Distance Learning
pagerunner:
barefootdramaturg:
Like the rest of the internet, one of the problems with distance learning is that it discourages students from seeing their peers as people. There’s no social factor, no sitting in class observing people’s quirks, or discussions in a coffee shop to make one see classmates as more than the sum of their work. It discourages compassion. I don’t know my classmates. I’ve never seen them, I’ve never talked to them, I know nothing about them. All I know is that they can’t follow instructions and they can’t write worth a damn, and there’s no human factor built in to stop me from wanting to say so. There’s nothing to mitigate my frustration and exasperation with them.
And I think that’s crappy.
This is really weird timing, which I’ll get to in a sec, but yeah, this was my exact experience with my library program. It was necessary that I do distance learning (still needed to work), but apart from a 6 day boot camp I never saw my classmates again. I still remember more from that 6 day class than most of the other classes I took, and I had more fun in them too, largely because I was getting to know the other people. And then we all went our separate ways and I never felt that connection with them again.
Now I work at a community college where all instructors (even wonky ones like me) have to take an edu course, and I specifically waited for a hybrid version so that I could have at least some face to face time with my classmates. First class was tonight (see weird timing) and it was GREAT. I didn’t think I’d miss being in school, but apparently what I actually miss is being in CLASS.
I didn’t really realize how different it was going to be in distance learning. They don’t exactly warn you. It’s so… lonely. There’s no conversation. There’s no hanging out in the student union or over coffee/tea and actually discussing the course material. There’s no real way to talk out an idea. I don’t know anyone I can explain my philosophical questions to and figure out the answers, because no one around me has the background to actually understand what nitpicky cataloguing rule I’m talking about. I was at an SLA event last Friday and there were a bunch of students from teh UCLA program, which is not a distance program, and it was kind of amazing to actually be able to talk about library school things with people who understood.

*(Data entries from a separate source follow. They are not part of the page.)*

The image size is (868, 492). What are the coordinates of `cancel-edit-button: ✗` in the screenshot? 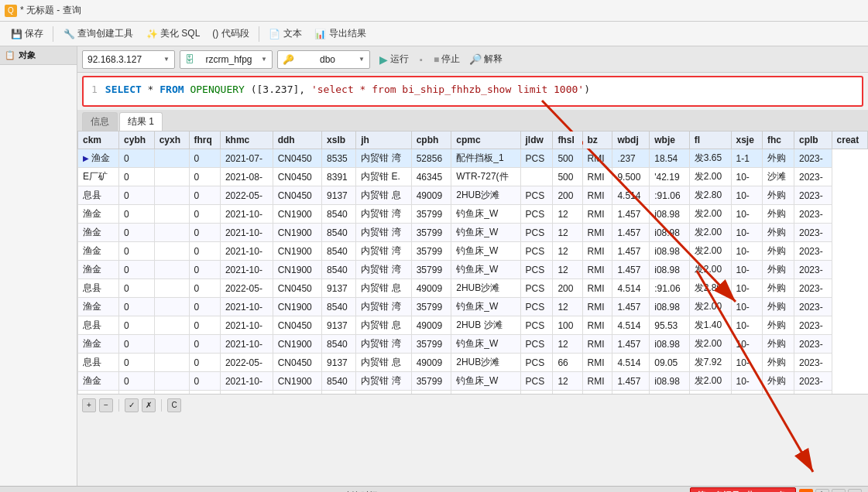 It's located at (149, 405). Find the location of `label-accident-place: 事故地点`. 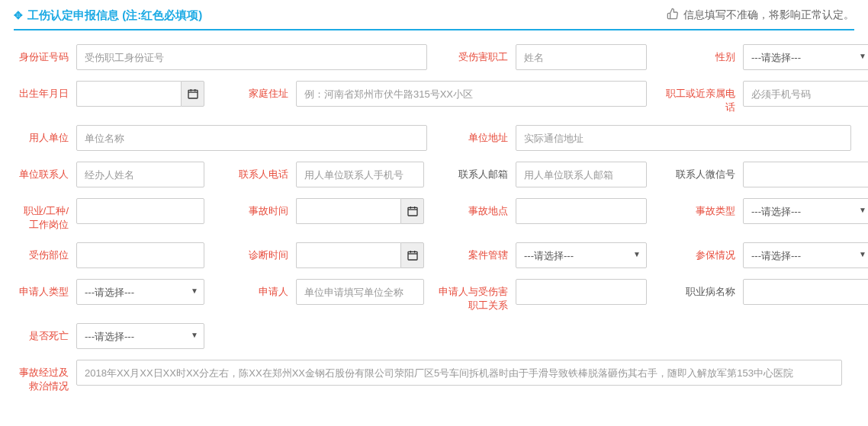

label-accident-place: 事故地点 is located at coordinates (470, 208). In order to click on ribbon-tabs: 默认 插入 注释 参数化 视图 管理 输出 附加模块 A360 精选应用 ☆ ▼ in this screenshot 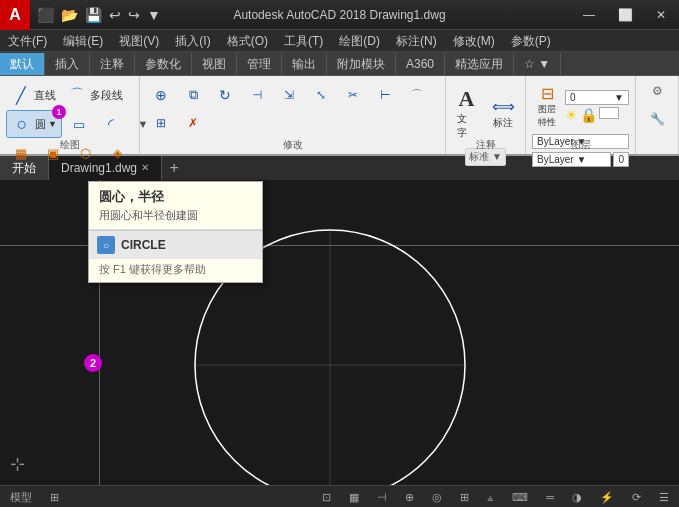, I will do `click(340, 64)`.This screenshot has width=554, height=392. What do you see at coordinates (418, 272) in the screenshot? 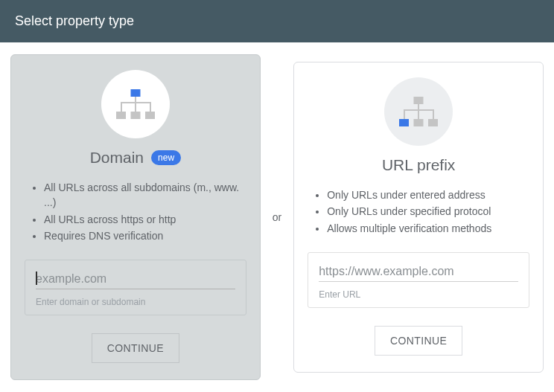
I see `url-input` at bounding box center [418, 272].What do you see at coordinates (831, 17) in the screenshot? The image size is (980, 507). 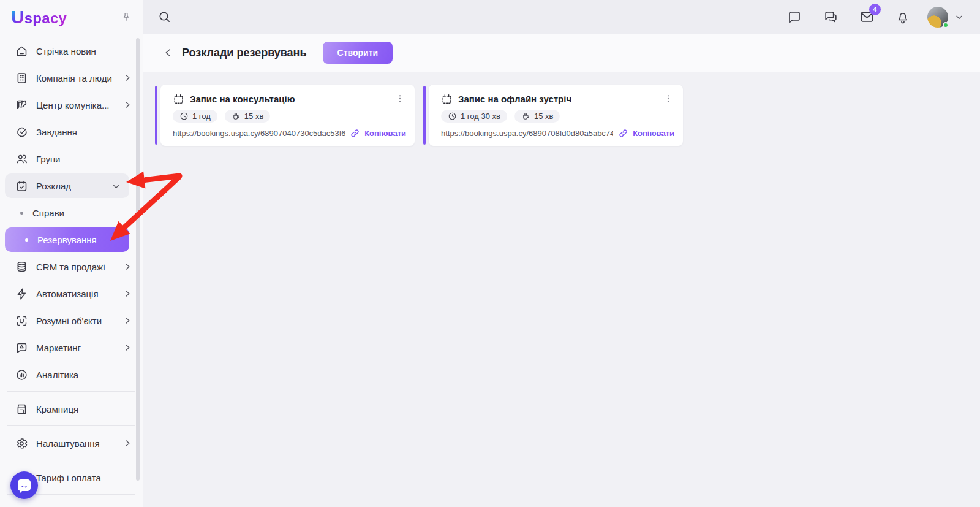 I see `messenger-button` at bounding box center [831, 17].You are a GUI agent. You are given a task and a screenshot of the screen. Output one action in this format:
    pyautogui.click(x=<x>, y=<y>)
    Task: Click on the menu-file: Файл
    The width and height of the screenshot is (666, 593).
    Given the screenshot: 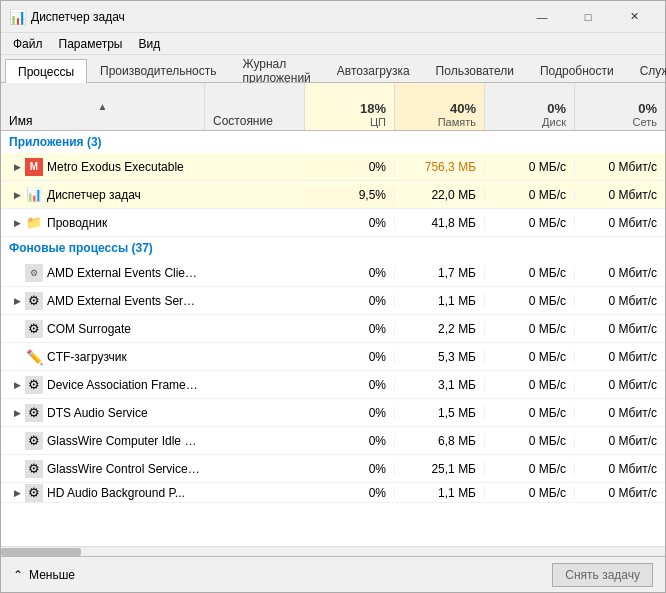 What is the action you would take?
    pyautogui.click(x=28, y=44)
    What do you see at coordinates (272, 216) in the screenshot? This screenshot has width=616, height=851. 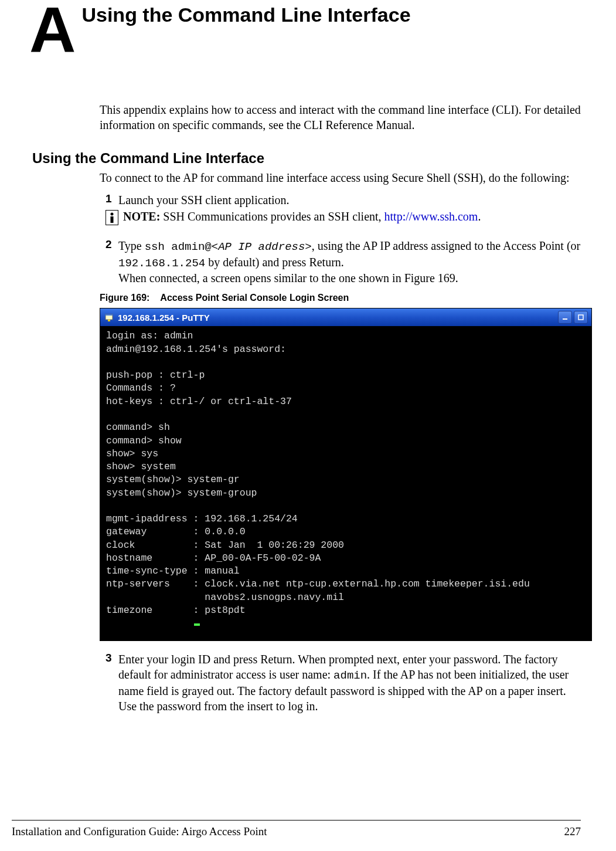 I see `note-body-a: SSH Communications provides an SSH clien…` at bounding box center [272, 216].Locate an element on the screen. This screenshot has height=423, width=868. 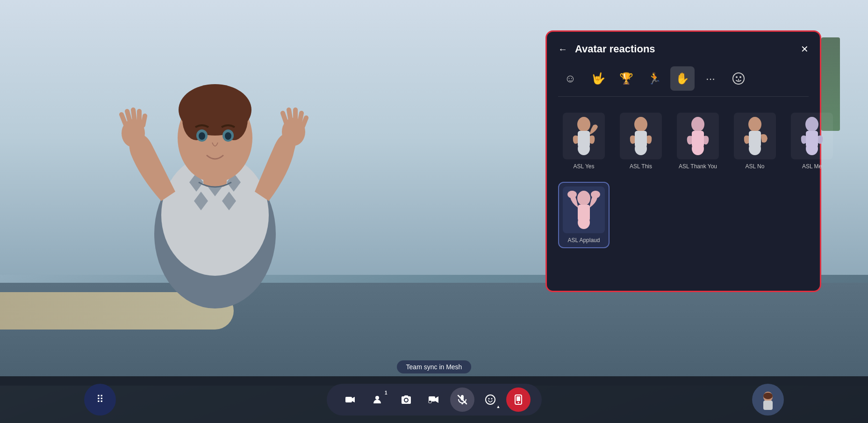
close-icon: ✕ is located at coordinates (805, 49). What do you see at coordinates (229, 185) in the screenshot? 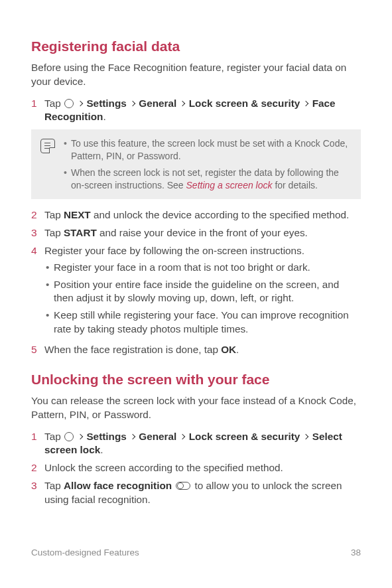
I see `link-setting-screen-lock: Setting a screen lock` at bounding box center [229, 185].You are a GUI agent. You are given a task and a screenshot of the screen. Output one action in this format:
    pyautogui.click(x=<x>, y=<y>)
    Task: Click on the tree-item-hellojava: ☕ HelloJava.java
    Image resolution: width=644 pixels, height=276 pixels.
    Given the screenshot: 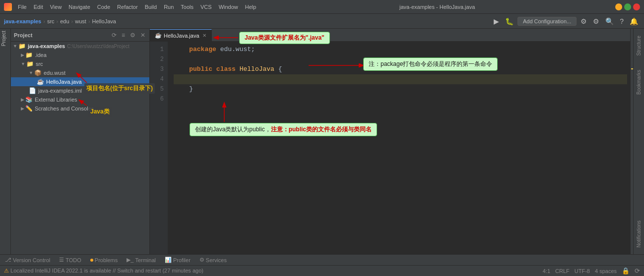 What is the action you would take?
    pyautogui.click(x=80, y=82)
    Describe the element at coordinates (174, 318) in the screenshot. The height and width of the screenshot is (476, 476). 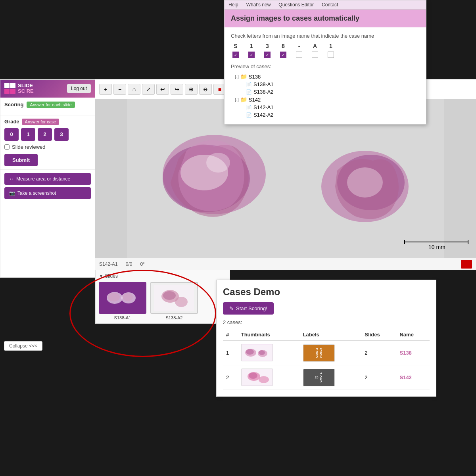
I see `slide-thumb-label-2: S138-A2` at that location.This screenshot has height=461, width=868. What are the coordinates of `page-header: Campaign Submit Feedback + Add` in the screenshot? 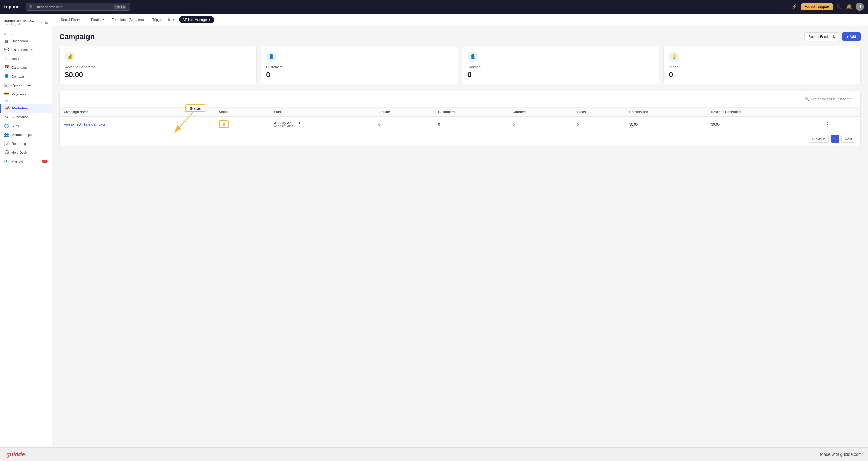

My professors will barely answer questions unless I get loud and demanding about it, and sometimes not even then. I could not have imagined a group of professors less interested in student learning before this. It’s so frustrating because I have been in good programs, I have had good professors and instructors who cared. I know what I need to be successful and I expect to get it because I always have before, and not to even come close is horribly disappointing all the time.